Healthy Eating

I stopped eating food that comes in a package. I’ve never felt better.

I have, on more than one occasion, eaten an entire pizza by myself. Like, recently. These moments are not my proudest, but here we are.

Between May and August this year, I ordered pizza delivery for dinner an average of seven times per month. I ordered Italian an average of three times monthly, and healthy (?) helpings of noodles another three.

U.S.D.A. Approves Modified Potato. Next Up: French Fry Fans.

A potato genetically engineered to reduce the amounts of a potentially harmful ingredient in French fries and potato chips has been approved for commercial planting, the Department of Agriculture announced on Friday.

The potato’s DNA has been altered so that less of a chemical called acrylamide, which is suspected of causing cancer in people, is produced when the potato is fried.

What French Kids Eat For School Lunch Puts American Lunches To Shame

It’s a shocking statistic that everyone should be talking about, 1 in every 3 kids in the United States is overweight or obese. What on earth could American children be eating to substantiate this scary statistic?

This was the question which fueled author Rebeca Plantier’s inquiry into the school lunch programs of the French in her article, What French Kids Eat For School Lunch (It Puts Americans To Shame!). She wanted to know why French kids weren’t fat, and discovered some interesting truths when she compared their school lunches.

7 things to know before you eat your next strawberry

1. Strawberry growers rely on some of the riskiest and hardest-to-control pesticides used in agriculture.

The little red fruit is nutritious and delicious. It’s also fragile, valuable and often grown on coastal California real estate.

So strawberry growers use a class of pesticides known as fumigants, blasting the soil with gases before they plant each season’s crop. Fumigants are like an insurance policy – taking out possible pests, diseases and weeds before they can cause any problems.

This Alarming Study Will Make You Rethink What You Feed Your Children

The news: You'll never look at strained carrots the same way again. A study from the University of Buffalo School of Medicine and Biomedical Sciences has found that children of the "1%" are eating far better than their low-income peers. Unfortunately, the gap in quality is far greater than the difference between organic foodstuffs and their corner-store counterparts.

Specifically, the researchers noted that poor households fed babies with foods containing far more sugars, up to and including candy, ice cream and soda.

Oatmeal-Nut Crunch Apple Pie

This decadent pie is loaded with juicy apples and adorned with a streusel-lover's crunchy topping. The pie is best served the day it's made. If you're short on time, look for a ready-made whole-wheat pie crust in the freezer section of the store.

Makes: 10 servings

Active Time: 1 hour

Total Time: 3 1/2 hours (including cooling time)

NUTRITION PROFILE
Low cholesterol | Low sodium | High fiber |

INGREDIENTS

CRUST

Lemon-Garlic Roast Turkey & White-Wine Gravy

The zesty lemon-garlic rub for this turkey gives it amazing flavor. Instead of using a conventional supermarket turkey that's been “enhanced” with added sodium solution, here we brine a natural or organic turkey to keep the meat extra juicy without a lot of extra sodium.

Makes: 12 servings, 3 ounces turkey & 2-3 tablespoons gravy each, plus leftovers

Active Time: 40 minutes

Total Time: 3 hours 40 minutes (plus 24 hours brining time)

A lifetime of sugary sodas may be 4.6 years shorter

You knew that drinking sugary sodas could lead to obesity, diabetes and heart attacks — but, according to a study published in the American Journal of Public Health, it may also speed up your body’s aging process.

7 Surprisingly Affordable Superfoods

A diet high in antioxidants does more than just ward off cancer. It fights the free radicals responsible for arthritis and other joint diseases, lung problems like emphysema and bronchitis, and atherosclerosis, the leading cause of heart disease. Though you may think that antioxidant-rich foods are limited to expensive goji berries or exotic herbs, research is identifying some dirt-cheap sources of the disease-fighting, anti-inflammatory nutrients. And they cost a lot less than exotic superberries like goji or acai.

1. Black Rice

The Wealth Gap Between Rich And Poor Americans Is Affecting Our Diets

Americans’ diets have gradually been improving, but the gains aren’t being shared equally across socioeconomic lines, according to a new study published in the Journal of the American Medical Association Internal Medicine. Low-income people’s diets have gotten worse over the past decade as richer people’s nutrition has been improving.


YOUR OBJECTIVE:
All entries are to be copied exactly, with pictures removed.

Data items:
* * * * *
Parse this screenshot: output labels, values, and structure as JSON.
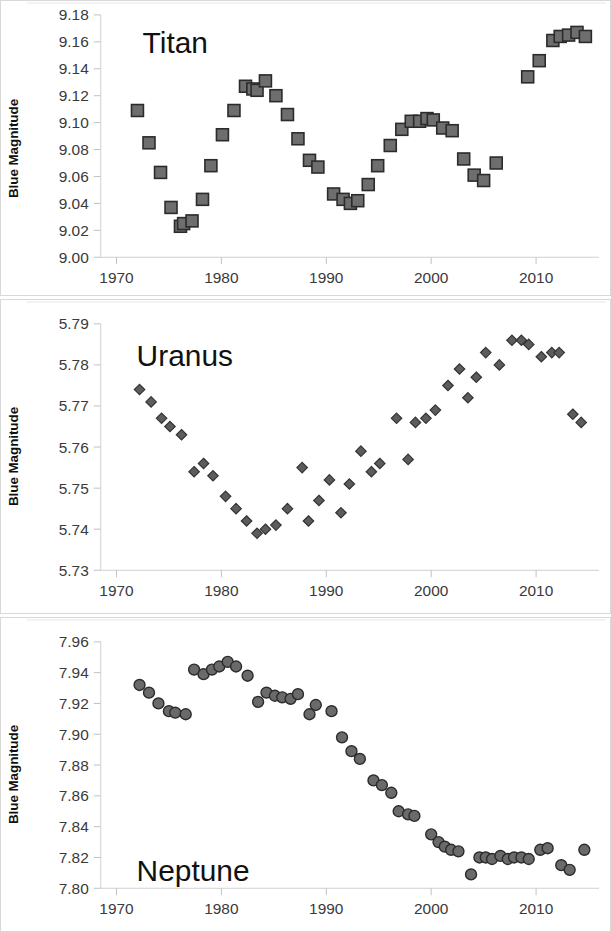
{
  "figure": {
    "panels": [
      "titan",
      "uranus",
      "neptune"
    ],
    "marker_fill": "#6e6e6e",
    "marker_stroke": "#2b2b2b"
  },
  "chart_data": [
    {
      "type": "scatter",
      "title": "Titan",
      "xlabel": "",
      "ylabel": "Blue Magnitude",
      "xlim": [
        1968.5,
        2016.0
      ],
      "ylim": [
        9.0,
        9.18
      ],
      "yticks": [
        "9.00",
        "9.02",
        "9.04",
        "9.06",
        "9.08",
        "9.10",
        "9.12",
        "9.14",
        "9.16",
        "9.18"
      ],
      "xticks": [
        "1970",
        "1980",
        "1990",
        "2000",
        "2010"
      ],
      "xtick_values": [
        1970,
        1980,
        1990,
        2000,
        2010
      ],
      "grid": false,
      "legend": "none",
      "marker": "square",
      "x": [
        1972.0,
        1973.1,
        1974.2,
        1975.2,
        1976.1,
        1976.4,
        1977.2,
        1978.2,
        1979.0,
        1980.1,
        1981.2,
        1982.3,
        1983.0,
        1983.4,
        1984.2,
        1985.2,
        1986.3,
        1987.3,
        1988.4,
        1989.2,
        1990.7,
        1991.6,
        1992.3,
        1993.0,
        1994.0,
        1994.9,
        1996.1,
        1997.2,
        1998.1,
        1998.9,
        1999.6,
        2000.2,
        2001.1,
        2002.0,
        2003.1,
        2004.1,
        2005.0,
        2006.2,
        2009.2,
        2010.3,
        2011.6,
        2012.3,
        2013.1,
        2013.9,
        2014.7
      ],
      "y": [
        9.109,
        9.085,
        9.063,
        9.037,
        9.023,
        9.025,
        9.027,
        9.043,
        9.068,
        9.091,
        9.109,
        9.127,
        9.125,
        9.124,
        9.131,
        9.12,
        9.106,
        9.088,
        9.072,
        9.067,
        9.047,
        9.043,
        9.04,
        9.042,
        9.054,
        9.068,
        9.083,
        9.095,
        9.101,
        9.101,
        9.103,
        9.102,
        9.096,
        9.094,
        9.073,
        9.061,
        9.057,
        9.07,
        9.134,
        9.146,
        9.161,
        9.164,
        9.165,
        9.167,
        9.164
      ]
    },
    {
      "type": "scatter",
      "title": "Uranus",
      "xlabel": "",
      "ylabel": "Blue Magnitude",
      "xlim": [
        1968.5,
        2016.0
      ],
      "ylim": [
        5.73,
        5.79
      ],
      "yticks": [
        "5.73",
        "5.74",
        "5.75",
        "5.76",
        "5.77",
        "5.78",
        "5.79"
      ],
      "xticks": [
        "1970",
        "1980",
        "1990",
        "2000",
        "2010"
      ],
      "xtick_values": [
        1970,
        1980,
        1990,
        2000,
        2010
      ],
      "grid": false,
      "legend": "none",
      "marker": "diamond",
      "x": [
        1972.2,
        1973.3,
        1974.3,
        1975.1,
        1976.2,
        1977.4,
        1978.3,
        1979.2,
        1980.4,
        1981.4,
        1982.4,
        1983.4,
        1984.2,
        1985.2,
        1986.3,
        1987.7,
        1988.3,
        1989.3,
        1990.3,
        1991.4,
        1992.2,
        1993.3,
        1994.3,
        1995.1,
        1996.7,
        1997.8,
        1998.5,
        1999.5,
        2000.4,
        2001.6,
        2002.7,
        2003.5,
        2004.3,
        2005.2,
        2006.5,
        2007.7,
        2008.6,
        2009.3,
        2010.5,
        2011.5,
        2012.2,
        2013.5,
        2014.3
      ],
      "y": [
        5.774,
        5.771,
        5.767,
        5.765,
        5.763,
        5.754,
        5.756,
        5.753,
        5.748,
        5.745,
        5.742,
        5.739,
        5.74,
        5.741,
        5.745,
        5.755,
        5.742,
        5.747,
        5.752,
        5.744,
        5.751,
        5.759,
        5.754,
        5.756,
        5.767,
        5.757,
        5.766,
        5.767,
        5.769,
        5.775,
        5.779,
        5.772,
        5.777,
        5.783,
        5.78,
        5.786,
        5.786,
        5.785,
        5.782,
        5.783,
        5.783,
        5.768,
        5.766
      ]
    },
    {
      "type": "scatter",
      "title": "Neptune",
      "xlabel": "",
      "ylabel": "Blue Magnitude",
      "xlim": [
        1968.5,
        2016.0
      ],
      "ylim": [
        7.8,
        7.96
      ],
      "yticks": [
        "7.80",
        "7.82",
        "7.84",
        "7.86",
        "7.88",
        "7.90",
        "7.92",
        "7.94",
        "7.96"
      ],
      "xticks": [
        "1970",
        "1980",
        "1990",
        "2000",
        "2010"
      ],
      "xtick_values": [
        1970,
        1980,
        1990,
        2000,
        2010
      ],
      "grid": false,
      "legend": "none",
      "marker": "circle",
      "x": [
        1972.2,
        1973.1,
        1974.0,
        1975.0,
        1975.6,
        1976.6,
        1977.4,
        1978.3,
        1979.1,
        1979.8,
        1980.6,
        1981.4,
        1982.5,
        1983.5,
        1984.3,
        1985.1,
        1985.8,
        1986.6,
        1987.3,
        1988.4,
        1989.0,
        1990.5,
        1991.5,
        1992.4,
        1993.2,
        1994.5,
        1995.3,
        1996.2,
        1996.9,
        1997.8,
        1998.4,
        2000.0,
        2000.7,
        2001.3,
        2001.9,
        2002.6,
        2003.8,
        2004.6,
        2005.2,
        2005.8,
        2006.6,
        2007.3,
        2007.9,
        2008.6,
        2009.3,
        2010.4,
        2011.1,
        2012.4,
        2013.2,
        2014.6
      ],
      "y": [
        7.932,
        7.927,
        7.92,
        7.915,
        7.914,
        7.913,
        7.942,
        7.939,
        7.942,
        7.944,
        7.947,
        7.944,
        7.938,
        7.921,
        7.927,
        7.925,
        7.924,
        7.923,
        7.926,
        7.913,
        7.919,
        7.915,
        7.898,
        7.889,
        7.884,
        7.87,
        7.867,
        7.862,
        7.85,
        7.848,
        7.847,
        7.835,
        7.83,
        7.827,
        7.825,
        7.824,
        7.809,
        7.82,
        7.82,
        7.819,
        7.821,
        7.819,
        7.82,
        7.82,
        7.819,
        7.825,
        7.826,
        7.815,
        7.812,
        7.825
      ]
    }
  ]
}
* * * * *
RESULT:
Parse this screenshot: output labels, values, and structure as JSON.
{
  "figure": {
    "panels": [
      "titan",
      "uranus",
      "neptune"
    ],
    "marker_fill": "#6e6e6e",
    "marker_stroke": "#2b2b2b"
  },
  "chart_data": [
    {
      "type": "scatter",
      "title": "Titan",
      "xlabel": "",
      "ylabel": "Blue Magnitude",
      "xlim": [
        1968.5,
        2016.0
      ],
      "ylim": [
        9.0,
        9.18
      ],
      "yticks": [
        "9.00",
        "9.02",
        "9.04",
        "9.06",
        "9.08",
        "9.10",
        "9.12",
        "9.14",
        "9.16",
        "9.18"
      ],
      "xticks": [
        "1970",
        "1980",
        "1990",
        "2000",
        "2010"
      ],
      "xtick_values": [
        1970,
        1980,
        1990,
        2000,
        2010
      ],
      "grid": false,
      "legend": "none",
      "marker": "square",
      "x": [
        1972.0,
        1973.1,
        1974.2,
        1975.2,
        1976.1,
        1976.4,
        1977.2,
        1978.2,
        1979.0,
        1980.1,
        1981.2,
        1982.3,
        1983.0,
        1983.4,
        1984.2,
        1985.2,
        1986.3,
        1987.3,
        1988.4,
        1989.2,
        1990.7,
        1991.6,
        1992.3,
        1993.0,
        1994.0,
        1994.9,
        1996.1,
        1997.2,
        1998.1,
        1998.9,
        1999.6,
        2000.2,
        2001.1,
        2002.0,
        2003.1,
        2004.1,
        2005.0,
        2006.2,
        2009.2,
        2010.3,
        2011.6,
        2012.3,
        2013.1,
        2013.9,
        2014.7
      ],
      "y": [
        9.109,
        9.085,
        9.063,
        9.037,
        9.023,
        9.025,
        9.027,
        9.043,
        9.068,
        9.091,
        9.109,
        9.127,
        9.125,
        9.124,
        9.131,
        9.12,
        9.106,
        9.088,
        9.072,
        9.067,
        9.047,
        9.043,
        9.04,
        9.042,
        9.054,
        9.068,
        9.083,
        9.095,
        9.101,
        9.101,
        9.103,
        9.102,
        9.096,
        9.094,
        9.073,
        9.061,
        9.057,
        9.07,
        9.134,
        9.146,
        9.161,
        9.164,
        9.165,
        9.167,
        9.164
      ]
    },
    {
      "type": "scatter",
      "title": "Uranus",
      "xlabel": "",
      "ylabel": "Blue Magnitude",
      "xlim": [
        1968.5,
        2016.0
      ],
      "ylim": [
        5.73,
        5.79
      ],
      "yticks": [
        "5.73",
        "5.74",
        "5.75",
        "5.76",
        "5.77",
        "5.78",
        "5.79"
      ],
      "xticks": [
        "1970",
        "1980",
        "1990",
        "2000",
        "2010"
      ],
      "xtick_values": [
        1970,
        1980,
        1990,
        2000,
        2010
      ],
      "grid": false,
      "legend": "none",
      "marker": "diamond",
      "x": [
        1972.2,
        1973.3,
        1974.3,
        1975.1,
        1976.2,
        1977.4,
        1978.3,
        1979.2,
        1980.4,
        1981.4,
        1982.4,
        1983.4,
        1984.2,
        1985.2,
        1986.3,
        1987.7,
        1988.3,
        1989.3,
        1990.3,
        1991.4,
        1992.2,
        1993.3,
        1994.3,
        1995.1,
        1996.7,
        1997.8,
        1998.5,
        1999.5,
        2000.4,
        2001.6,
        2002.7,
        2003.5,
        2004.3,
        2005.2,
        2006.5,
        2007.7,
        2008.6,
        2009.3,
        2010.5,
        2011.5,
        2012.2,
        2013.5,
        2014.3
      ],
      "y": [
        5.774,
        5.771,
        5.767,
        5.765,
        5.763,
        5.754,
        5.756,
        5.753,
        5.748,
        5.745,
        5.742,
        5.739,
        5.74,
        5.741,
        5.745,
        5.755,
        5.742,
        5.747,
        5.752,
        5.744,
        5.751,
        5.759,
        5.754,
        5.756,
        5.767,
        5.757,
        5.766,
        5.767,
        5.769,
        5.775,
        5.779,
        5.772,
        5.777,
        5.783,
        5.78,
        5.786,
        5.786,
        5.785,
        5.782,
        5.783,
        5.783,
        5.768,
        5.766
      ]
    },
    {
      "type": "scatter",
      "title": "Neptune",
      "xlabel": "",
      "ylabel": "Blue Magnitude",
      "xlim": [
        1968.5,
        2016.0
      ],
      "ylim": [
        7.8,
        7.96
      ],
      "yticks": [
        "7.80",
        "7.82",
        "7.84",
        "7.86",
        "7.88",
        "7.90",
        "7.92",
        "7.94",
        "7.96"
      ],
      "xticks": [
        "1970",
        "1980",
        "1990",
        "2000",
        "2010"
      ],
      "xtick_values": [
        1970,
        1980,
        1990,
        2000,
        2010
      ],
      "grid": false,
      "legend": "none",
      "marker": "circle",
      "x": [
        1972.2,
        1973.1,
        1974.0,
        1975.0,
        1975.6,
        1976.6,
        1977.4,
        1978.3,
        1979.1,
        1979.8,
        1980.6,
        1981.4,
        1982.5,
        1983.5,
        1984.3,
        1985.1,
        1985.8,
        1986.6,
        1987.3,
        1988.4,
        1989.0,
        1990.5,
        1991.5,
        1992.4,
        1993.2,
        1994.5,
        1995.3,
        1996.2,
        1996.9,
        1997.8,
        1998.4,
        2000.0,
        2000.7,
        2001.3,
        2001.9,
        2002.6,
        2003.8,
        2004.6,
        2005.2,
        2005.8,
        2006.6,
        2007.3,
        2007.9,
        2008.6,
        2009.3,
        2010.4,
        2011.1,
        2012.4,
        2013.2,
        2014.6
      ],
      "y": [
        7.932,
        7.927,
        7.92,
        7.915,
        7.914,
        7.913,
        7.942,
        7.939,
        7.942,
        7.944,
        7.947,
        7.944,
        7.938,
        7.921,
        7.927,
        7.925,
        7.924,
        7.923,
        7.926,
        7.913,
        7.919,
        7.915,
        7.898,
        7.889,
        7.884,
        7.87,
        7.867,
        7.862,
        7.85,
        7.848,
        7.847,
        7.835,
        7.83,
        7.827,
        7.825,
        7.824,
        7.809,
        7.82,
        7.82,
        7.819,
        7.821,
        7.819,
        7.82,
        7.82,
        7.819,
        7.825,
        7.826,
        7.815,
        7.812,
        7.825
      ]
    }
  ]
}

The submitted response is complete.